Backblaze is a major cloud service provider which, being in the mass storage business, uses a huge amount of HDDs in its equipment. Computerworld reports that the company has been releasing data over the past few months about its experience with HDDs including the fact that just over one in five of the "consumer-grade" hard drives it employs in its Storage Pod RAID racks has failed over the past four years. Yesterday Backblaze published its most thought provoking chart yet - which correlates HDD brands and disk failure rates.
Backblaze's Storage Pods, made up of arrays of RAIDed disks adding up to as much as 180TB of storage each, contained over 27,000 drives at the end of 2013. The firm used drives from all the major manufacturers including Seagate, WD, Hitachi, Toshiba and Samsung.
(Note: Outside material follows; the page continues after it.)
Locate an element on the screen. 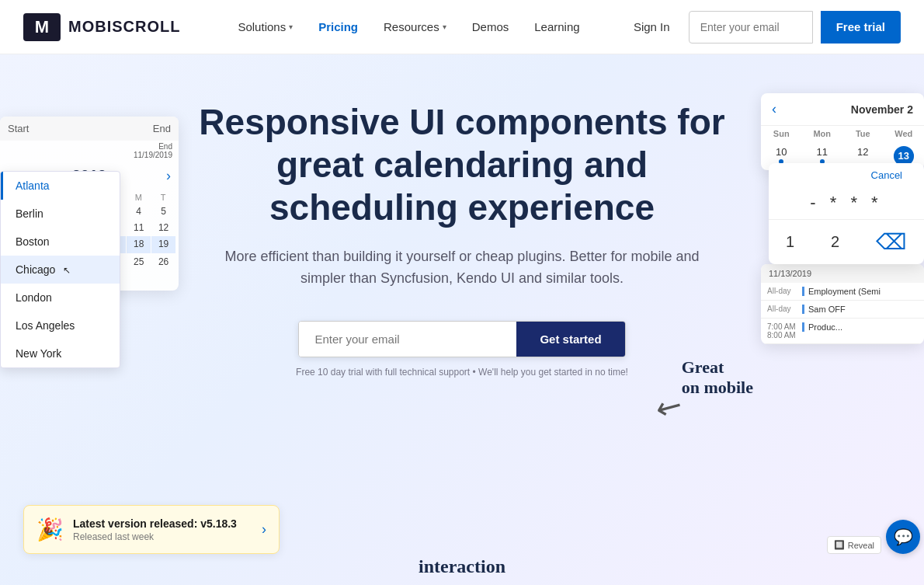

However the numbers of Toshiba and Samsung which drives it employed are statistically insignificant so aren't part of the table below. Let's cut to the chase and take a gander at the table (below).
click to zoom-in
Following previous blog posts by Backblaze on the topics of drive lifetimes and drive reliability readers were keen to see these figures tallied into charts with manufacturer names against them. Pulling no punches Backblaze has published its information in a blog post called "What Hard Drive Should I Buy?"
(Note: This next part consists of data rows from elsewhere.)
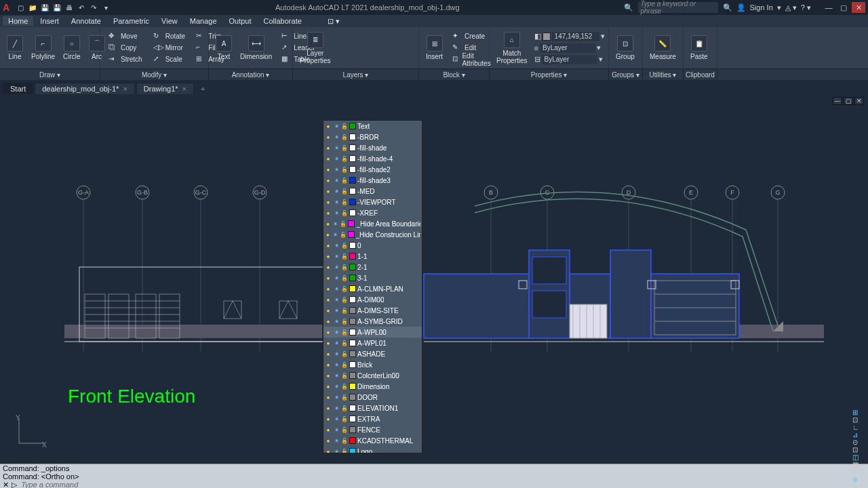 This screenshot has height=488, width=868. What do you see at coordinates (5, 485) in the screenshot?
I see `command-close-icon: ✕` at bounding box center [5, 485].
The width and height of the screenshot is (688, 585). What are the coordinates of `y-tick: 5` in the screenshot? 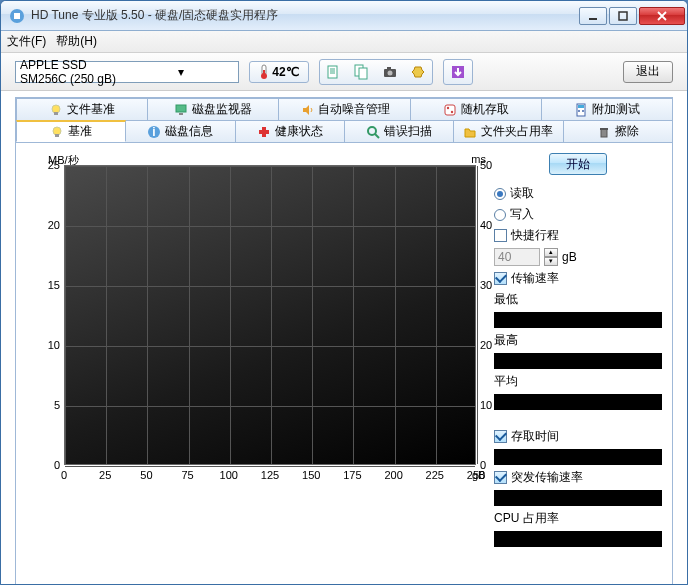 It's located at (46, 405).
Commenting upon the graph depicting the 36 month survival rate Backblaze says "Hitachi does really well. There is an initial die-off of Western Digital drives, and then they are nice and stable. The Seagate drives start strong, but die off at a consistently higher rate, with a burst of deaths near the 20-month mark."
Despite the charts above Backblaze's current favourite purchase is a Seagate drive; the 4TB Seagate Desktop HDD.15 (ST4000DM000). However it does note that "We’ll have to keep an eye on them, though. Historically, Seagate drives have performed well at first, and then had higher failure rates later." Another favourite is the Western Digital 3TB Red (WD30EFRX), we are told.
With the WD acquisition of Hitachi around 18 months ago it will be interesting to see if the union of these two storage providers will produce even better reliability. Also I note that the relatively tiny amount of Samsung brand drives used by Backblaze look very promising in the stats that are available.